Ed Lung went to the Klondike in 1897. He met Bill McPhee and Ben Everett in Skagway or Dyea. They were getting together a party of men to travel with them over the Chilkoot and they were acting as guides, saying they knew the Klondike well. Lung and Stacy talked of joining them, but they were charging an exorbitant fee. When they met again in Dawson, McPhee owned a saloon and Ben Everett was operating the roulette wheel. McPhee was a tall, broad-shouldered Scot with a frank jovial manner and a hearty laugh.9)

McPhee was a stockholder in Dawson’s Yukon Telephone and Telegraph Syndicate. The business was organized by E, Leroy Pelletier in the fall of 1897 and other stakeholders included Alex McDonald, Dr. LeBlanc, Geo Demars, and John Ericson. The syndicate had received its plant, eighty miles of wire, twenty-five long-distance transmitters, a hundred drop-switch boards and a complete outfit. The company planned to run lines up the gulches and establish a city exchange.10) McPhee [and his partners] owned the Pioneer Saloon in Dawson from 1897 to 1899.11) During the fall of 1898, the owners of the Pioneer Hotel recruited a man named Fuller as a booster. They paid for his meals and trip from Juneau to Dawson and when he arrived, he owed $650. To get his money back, Frank Densmore put him to work cleaning bedrock, but his mine manager fired him for putting too much gold in his pockets. Fuller had a talent for making money and he made a lot by buying up rich claims for J. Healy of the NAT&T Company and making side deals with McPhee. Fuller was hired by Densmore & Co. as the accountant for the Pioneer Hotel.
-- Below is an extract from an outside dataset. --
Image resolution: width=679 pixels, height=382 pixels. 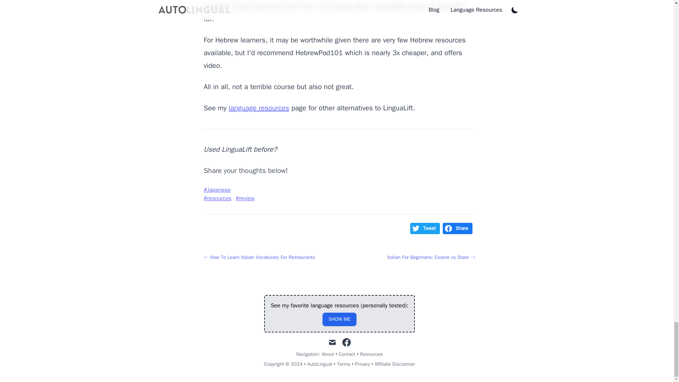 What do you see at coordinates (332, 342) in the screenshot?
I see `mail` at bounding box center [332, 342].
When Densmore got sick, McPhee took him outside leaving Harry Spencer, a three percent owner, to run the business with Fuller, who apparently knew nothing about bookkeeping. The Pioneer was running three shifts with four bartenders and four helpers to the shift and all exchanges were in gold dust.12)

Densmore was sick in San Francisco, but he wanted to get back to the mountains, so they compromised on Denver. John Lind stayed with him for a week until Densmore appeared to be getting better, but a week later Lind received a wire that Densmore was dead.13) The story went that in the fall of 1898 Spencer drank himself sick, dying on Thanksgiving Day, and Densmore died at the same hour. Fuller was left running the saloon, a half dozen claims, and the telephone exchange owned by Densmore & Co. He was appointed administrator for both Densmore and Spencer.14)
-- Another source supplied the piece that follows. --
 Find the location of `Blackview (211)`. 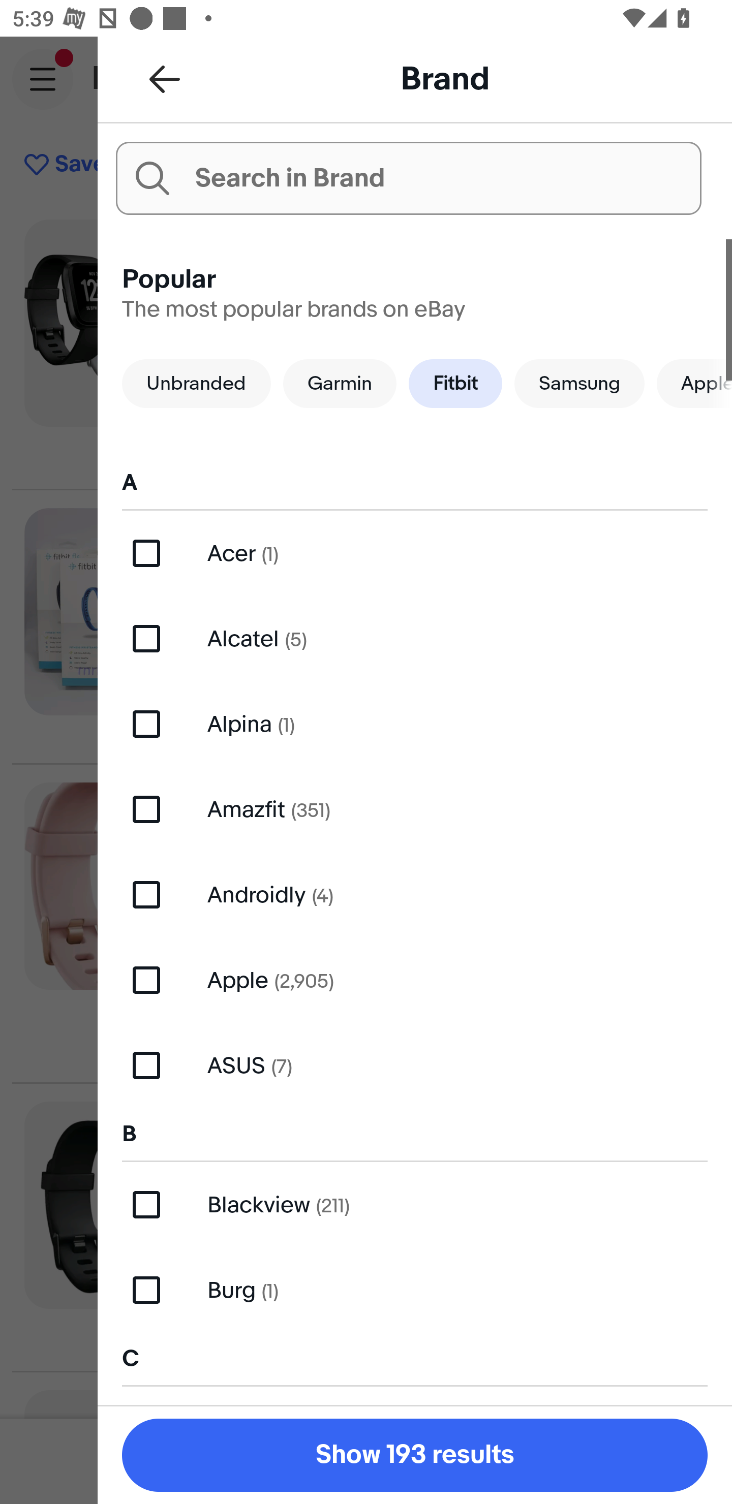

When his Dawson partners died, McPhee moved on to Nome and went into the freighting business.15) McPhee had a saloon there as well. Tex Rickard was one of McPhee's right-hand men, enforcing law and order. Bill Owens was involved in many of McPhee's undertakings, and worked as a bartender. From Nome, McPhee went to Fairbanks and then to Tanana. His saloon there burned down, but he rebuilt.16) Clarence Berry was rich from his Klondike mines, and remembering McPhee’s generosity to him in the past, sent a telegram to McPhee telling him to rebuild, restock, and draw on him for all the money he needed.17) When prohibition came, McPhee retired to California.18)

1)
Information from his grandniece Norma Olliffee, Dawson City Museum vertical files.
2) , 16) , 18)
Allan Safarik ed., The Olive Diary. Surry: Timberline Books, 1998: 201-2.
3) , 7)
“A Most Successful Lady Miner: An Up-to-date Prospector.” Dawson Daily News (Dawson), Midsummer edition 1899.
4)
Michael Gates, Gold at Fortymile Creek: Early Days in the Yukon. Vancouver: UBC Press, 1994: 124.
5)
Yukon Archives, V. Faulkner MSS 135 83/50 f.5.
6) , 17)
James Wickersham, Old Yukon. Washington: Washington Law Book Co., 1938: 155-6.
8) , 9)
Ella Lung Martinsen, Black Sand and Gold. Portland: Binfords & Mort, 1974: 19, 44.
10)
“Telephone Plant Arrives.” Klondike Nugget (Dawson), 28 June 1898.
11)
“Historic Yukon & Alaska Hotels, Roadhouses, Saloons & Cafes Index - Proprietors and Managers.” Yukon & Alaska Genealogy Centre, 2019 website: http://www.yukonalaska.com/pathfinder/gen/rhse_ownersMN.html
12) , 14)
George E. Pilz, “Reminiscences: Pioneer Days in Alaska.” Copied from the original manuscript property of Mr. Charles E. Brunnel, College Alaska, 1935.
13)
Yukon Archives, John Grieve Lind MSS 166 81/58.
15)
John Gould, “Yukon Order of Pioneers: A History.” Unpublished manuscript.